I don’t know what changed, but I suddenly see the Justin I know. The one who takes control and doesn’t let anything shake him. I aim the light with both hands and hold as still as I can. From the pantry, Sophia watches, her shoulders stiff, her eyes wide.
Liza holds Ian, Justin digs at the vicious infection that bubbles out of Ian’s flesh like a boiling vat of poison. Time creeps by as Ian alternates between screams and whimpering until I think I might crack apart with his pain. And the tinny sound of the rain thrums on.
Finally, it’s done. The harsh rains slow to a pattering. Ian’s body stills. He falls into an exhausted sleep. Justin takes the towels in his gloved hands and carries them to the sink. I stare at Liza across the table, my body tense. She winks.
“He’ll be okay, now.”
I stand deathly still. His breathing, deep and even after so much pain is almost blissful. I take a step, place the back of my fingers against his forearm.
It’s warm.
With a sigh, I take his hand in mine. The wound on his chest slowly closes, one inch at a time, and I watch it in awe until it fades into the bronze of his skin, and disappears completely. Gently, I press my hand into the area, and my tears appear at the edge of my lower lid to revel in this with me.

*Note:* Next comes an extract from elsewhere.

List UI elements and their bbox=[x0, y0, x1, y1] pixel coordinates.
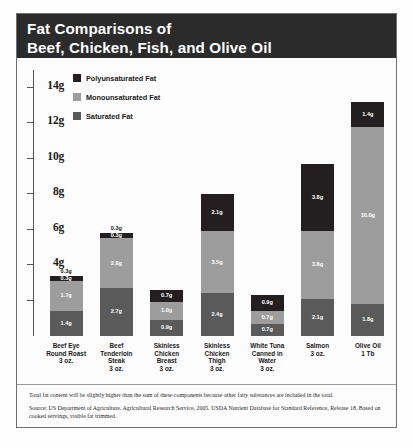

“So we can beat this thing.” Liza squeezes my arm. “We just have to run faster than speeding bullets . . . and keep Justin around.”
I laugh, and all the former tension fades into the sound.
“Let’s move him back to the room,” Justin says.
I strip the sweaty sheets from the bed. Liza flips the mattress, and we replace the linens. Justin brings Ian in, lowers him into bed, and steps back. We stand, all of us together, and watch him sleep.